Anthropic shipped Claude Opus 4.7 today, calling it the company’s most capable Opus model yet and also making it generally available worldwide; the release includes automated safeguards that detect and block prohibited or high‑risk cybersecurity requests. On SWE-bench Multilingual, Opus 4.7 scored 80.5%, compared with Opus 4.6’s 77.8%. On GDPVal‑AA, Opus 4.7 scored 1,753 Elo, compared with GPT‑5.4’s 1,674 Elo.
Anthropic framed Opus 4.7 as its most capable Opus release and published benchmark figures to demonstrate improvements. The company also described safeguards and reported experimenting with measures to reduce cyber capabilities during training.
Claude Opus 4.7 has demonstrated notable improvements in several benchmark tests. On OfficeQA Pro, a benchmark evaluating question-answering capability, Opus 4.7 achieved a score of 80.6%, significantly outperforming its predecessor, Opus 4.6, which scored 57.1%. Additionally, Opus 4.7 surpassed competitors with GPT-5.4 scoring 51.1% and Gemini 3.1 Pro at 42.9%.
In terms of long-term coherence, as measured by Vending-Bench 2 which assesses the ability to maintain a coherent line of reasoning over extended interactions, Opus 4.7 managed a money balance of $10,937 compared to $8,018 for Opus 4.6. Furthermore, in the GDPVal-AA benchmark, which assesses model ability in artificial intelligence tasks using the Elo rating system, Opus 4.7 scored 1,753 Elo against GPT-5.4, which scored 1,674 Elo. These scores emphasize the advancements Claude Opus 4.7 has made in both its processing capabilities and overall performance.
Claude Opus 4.7 launches with automated safeguards that detect and block prohibited or high‑risk cybersecurity requests. The release includes mechanisms that identify such requests and prevent the model from responding to them.
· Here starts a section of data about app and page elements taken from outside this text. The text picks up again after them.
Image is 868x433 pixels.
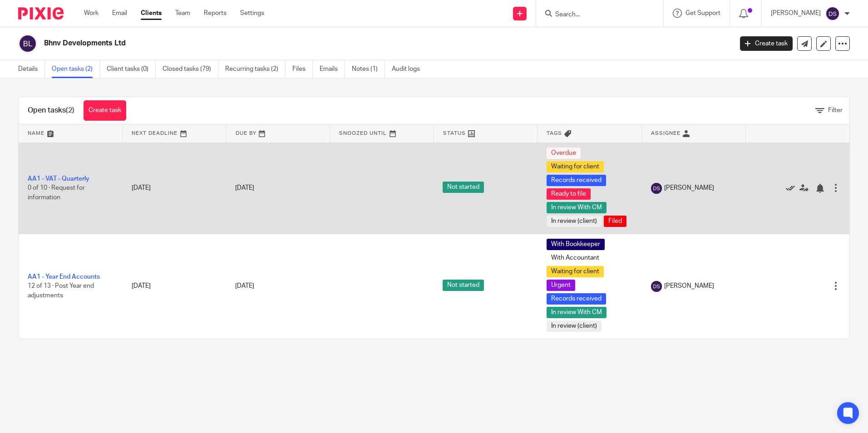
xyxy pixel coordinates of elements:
img: svg%3E [825,7,840,21]
a: Audit logs [392,60,427,78]
a: AA1 - VAT - Quarterly [27,176,90,182]
span: Ready to file [546,189,590,200]
span: [DATE] [235,185,254,191]
a: Recurring tasks (2) [225,60,285,78]
span: With Accountant [546,253,604,264]
a: Mark as done [786,183,799,192]
span: Filter [828,107,842,113]
a: Files [293,60,313,78]
span: With Bookkeeper [546,239,605,250]
a: Settings [240,8,264,18]
span: Snoozed Until [339,131,387,136]
a: Clients [141,8,162,18]
span: Records received [546,175,606,186]
a: Reports [204,8,226,18]
a: Details [18,60,45,78]
img: svg%3E [651,281,662,292]
td: [DATE] [122,143,226,234]
span: (2) [66,107,75,114]
span: In review With CM [546,202,607,213]
span: Records received [546,293,606,305]
span: Waiting for client [546,161,604,173]
span: 12 of 13 · Post Year end adjustments [27,283,94,299]
span: Not started [442,280,484,291]
a: Work [84,8,99,18]
span: Tags [546,131,562,136]
h1: Open tasks [27,106,75,115]
span: 0 of 10 · Request for information [27,185,85,201]
span: Not started [442,182,484,193]
td: [DATE] [122,234,226,339]
span: Get Support [685,10,721,16]
a: Notes (1) [352,60,385,78]
a: Emails [319,60,345,78]
a: Client tasks (0) [107,60,156,78]
span: In review (client) [546,321,601,332]
span: [PERSON_NAME] [664,281,714,291]
a: Closed tasks (79) [162,60,218,78]
a: Email [112,8,127,18]
a: Create task [84,100,126,121]
img: Pixie [18,7,63,20]
span: In review With CM [546,307,607,318]
p: [PERSON_NAME] [771,8,821,18]
span: [PERSON_NAME] [664,183,714,192]
a: AA1 - Year End Accounts [27,274,100,280]
span: [DATE] [235,283,254,289]
span: Overdue [546,148,580,159]
img: svg%3E [18,34,37,53]
a: Open tasks (2) [52,60,100,78]
span: Urgent [546,280,575,291]
input: Search [554,11,636,19]
span: In review (client) [546,216,601,227]
img: svg%3E [651,183,662,194]
a: Create task [740,36,792,51]
h2: Bhnv Developments Ltd [44,39,590,48]
a: Team [175,8,190,18]
span: Waiting for client [546,266,604,278]
span: Status [443,131,466,136]
span: Filed [604,216,626,227]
Anthropic said these safeguards are built into the model as automated controls.
Anthropic confirmed it conducted experiments to selectively reduce Opus 4.7’s cyber capabilities during training. The company described those steps as experimental efforts to differentially reduce cyber capabilities for the model. Anthropic offers a Cyber Verification Program that provides access to the automated safeguards.
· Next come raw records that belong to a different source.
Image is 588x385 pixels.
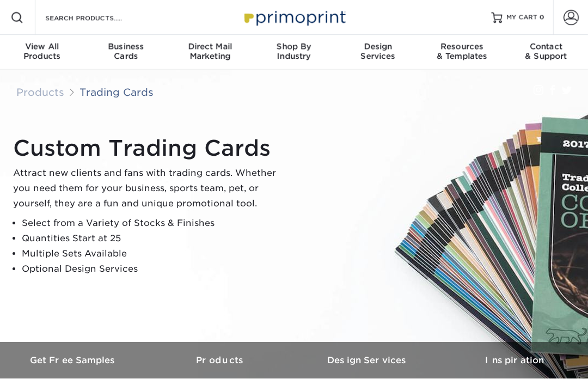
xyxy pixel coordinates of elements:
span: Shop By [252,42,336,51]
a: Products [147,342,294,378]
li: Optional Design Services [21,262,285,276]
div: Services [336,42,419,61]
a: Design Services [294,342,441,378]
a: DesignServices [336,35,419,70]
div: & Templates [419,42,504,61]
span: Contact [504,42,588,51]
h3: Products [147,355,294,366]
h3: Design Services [294,355,441,366]
a: Contact& Support [504,35,588,70]
a: Inspiration [441,342,588,378]
div: Cards [84,42,168,61]
li: Multiple Sets Available [21,246,285,262]
span: 0 [540,14,544,21]
h1: Custom Trading Cards [13,135,285,161]
span: MY CART [506,13,537,22]
a: Direct MailMarketing [169,35,252,70]
a: Shop ByIndustry [252,35,336,70]
li: Select from a Variety of Stocks & Finishes [21,215,285,231]
a: Trading Cards [79,86,153,98]
img: Primoprint [239,6,348,29]
div: Marketing [169,42,252,61]
h3: Inspiration [441,355,588,366]
a: Resources& Templates [419,35,504,70]
span: Direct Mail [169,42,252,51]
div: & Support [504,42,588,61]
span: Resources [419,42,504,51]
a: Products [16,86,64,98]
span: Design [336,42,419,51]
a: BusinessCards [84,35,168,70]
p: Attract new clients and fans with trading cards. Whether you need them for your business, sports ... [13,166,285,211]
li: Quantities Start at 25 [21,231,285,246]
input: SEARCH PRODUCTS..... [44,11,150,24]
span: Business [84,42,168,51]
div: Industry [252,42,336,61]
Mythos Preview remains restricted to vetted security firms. The UK’s AI Security Institute evaluated Mythos as the first AI to complete ‘The Last Ones,’ a 32-step corporate network attack simulation that typically takes human red teams 20 hours. Anthropic continues to limit access to Mythos Preview to vetted security firms.
Anthropic describes Claude Opus 4.7 as its most powerful model publicly available and highlights benchmark improvements over prior Opus versions and competing models across multiple standardized tests. The company presented improvements in question‑answering performance, multilingual ability and long‑term coherence as part of its published benchmark results.
The release includes automated safeguards that detect and block prohibited or high‑risk cybersecurity requests, Anthropic said it experimented with efforts to differentially reduce cyber capabilities during training, and the company offers a Cyber Verification Program while keeping Mythos Preview restricted to vetted security firms.